If I could figure out how to get Common Justice to work for everyone, I might, but it’s a community-run organization, and the math on Common Justice and other restorative justice programs suggests there’s a reason they don’t work with certain types of offenders, such as a say a complex criminal RICO conspiracy, or a ring of sex traffickers. Of course, I stand for a world absent prisons, but there’s a huge racial justice angle, and while Black persons may offend due to poverty and substandard education, etc., there are simply different questions to be considered for a person who abuses power like Trump or Epstein, both white men. And in general, abuse of power is a different type of crime than stealing because one is about to go hungry.  I would also say that in my view, forgiveness can never be extended on behalf of a third-party. Neither I nor anyone else can forgive someone for something they did to another person because there’s no authority to do so. 

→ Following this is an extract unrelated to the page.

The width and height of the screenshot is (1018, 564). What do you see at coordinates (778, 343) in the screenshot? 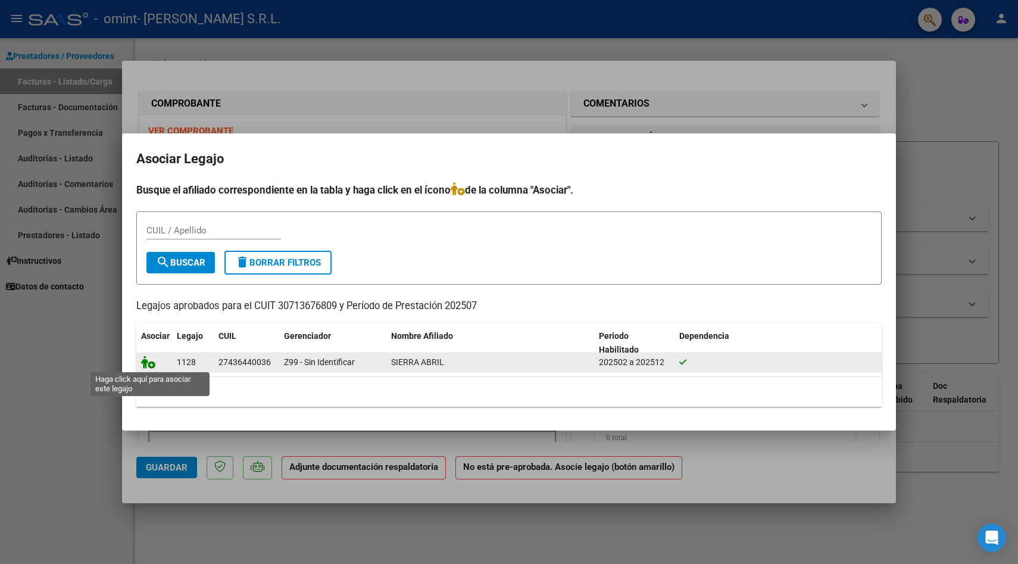
I see `datatable-header-cell: Dependencia` at bounding box center [778, 343].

Do I still believe no human, and by that, I mean absolutely any human, is beyond redemption? Of course, but redemption isn’t freely given simply by stating a person believes in Jesus or God, but by living the life of a truly decent human, genuinely righting wrongs that need to be corrected, and through atonement. One can live a Christian life even as an atheist, and before my spiritual awakening, many Christians told me my actions counted as more “Christian” than churchgoers in their community. And the same goes for persons of all faiths. Merely going to church, synagogue, or a Buddhist temple doesn’t make one a good person if one turns around and violates the word of these religions, and that’s why “belief” is not enough for redemption; living the teaching of these great religions is what makes someone a good human, though I have no direct knowledge of the afterlife, even if one of my greatest physicist heroes like Stephen Hawking believed in reincarnation, and compared his theory of time to being repeatedly reborn, as in one of my favorite books  about ancient and modern China called The Incarnations.  

Incidentally, I’d love to know Oprah’s view. In my opinion, she’s a great spiritual teacher, not just a journalist and TV magnate. Oprah, in the highly unlikely event you read me, what would you say?